Sarah Ford | October 11, 2013
Federal Shutdown Causing Immediate and Lasting Damage to US Public Health, Science
Prevention (CDC) sidelined by the US government shutdown, pediatricians and other physicians are going without essential information about outbreaks of influenza, pertussis, and other infectious diseases in their area.
“If there is a pertussis outbreak, we won’t know,” said Anne Edwards, MD, a Minnesota pediatrician and chair of the American Academy of Pediatrics (AAP) committee on state government affairs. The federal public health agency “is a system we work with to respond efficiently and treat people appropriately when an outbreak occurs,” she said.
This interruption of public health efforts is a major concern as the nation enters peak seasons for influenza and other communicable diseases, and it’s only one of a string of immediate public health repercussions of the government shutdown.

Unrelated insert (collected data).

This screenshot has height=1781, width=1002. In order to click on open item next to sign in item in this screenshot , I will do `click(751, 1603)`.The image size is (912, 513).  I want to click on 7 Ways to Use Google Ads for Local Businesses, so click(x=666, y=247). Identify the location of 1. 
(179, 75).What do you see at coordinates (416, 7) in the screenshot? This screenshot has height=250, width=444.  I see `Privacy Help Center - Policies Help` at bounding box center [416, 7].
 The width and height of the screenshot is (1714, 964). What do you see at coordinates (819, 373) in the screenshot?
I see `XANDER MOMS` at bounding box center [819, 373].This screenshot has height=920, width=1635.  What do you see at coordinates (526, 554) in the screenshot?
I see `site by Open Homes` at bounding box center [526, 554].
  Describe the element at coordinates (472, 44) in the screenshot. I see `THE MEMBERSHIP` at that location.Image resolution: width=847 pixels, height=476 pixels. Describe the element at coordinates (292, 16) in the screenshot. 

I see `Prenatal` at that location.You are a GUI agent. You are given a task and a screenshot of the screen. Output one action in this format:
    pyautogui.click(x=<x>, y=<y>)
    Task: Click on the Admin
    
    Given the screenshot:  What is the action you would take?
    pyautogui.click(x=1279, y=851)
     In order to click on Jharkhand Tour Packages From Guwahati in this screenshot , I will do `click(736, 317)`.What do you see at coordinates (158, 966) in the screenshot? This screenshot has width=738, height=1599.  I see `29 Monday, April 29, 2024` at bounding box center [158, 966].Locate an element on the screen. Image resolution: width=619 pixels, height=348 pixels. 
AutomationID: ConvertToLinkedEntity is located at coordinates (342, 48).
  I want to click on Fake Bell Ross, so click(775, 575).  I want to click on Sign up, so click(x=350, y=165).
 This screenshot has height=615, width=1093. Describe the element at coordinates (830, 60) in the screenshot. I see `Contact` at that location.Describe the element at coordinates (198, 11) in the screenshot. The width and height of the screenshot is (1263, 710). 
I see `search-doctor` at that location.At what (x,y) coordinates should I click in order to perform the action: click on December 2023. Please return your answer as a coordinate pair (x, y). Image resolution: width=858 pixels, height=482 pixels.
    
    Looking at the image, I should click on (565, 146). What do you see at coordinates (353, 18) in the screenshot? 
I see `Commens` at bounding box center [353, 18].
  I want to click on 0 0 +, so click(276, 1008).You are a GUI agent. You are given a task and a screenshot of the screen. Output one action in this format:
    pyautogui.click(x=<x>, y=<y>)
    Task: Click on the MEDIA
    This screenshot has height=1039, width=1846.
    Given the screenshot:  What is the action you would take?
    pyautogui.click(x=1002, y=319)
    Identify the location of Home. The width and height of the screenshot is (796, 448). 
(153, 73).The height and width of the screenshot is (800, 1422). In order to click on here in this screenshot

Wrenching stories have emerged from the hundreds of patients who cannot enroll in cancer clinical trials at the National Institutes of Health Clinical Center because new trials have been stopped and of vulnerable families who are at risk of losing their federal food aid.
But it’s not only these immediate effects that concern the medical community. Some physician leaders, who are calling for a speedy end to the shutdown, say there may be even more devastating long-term effects on public health and science.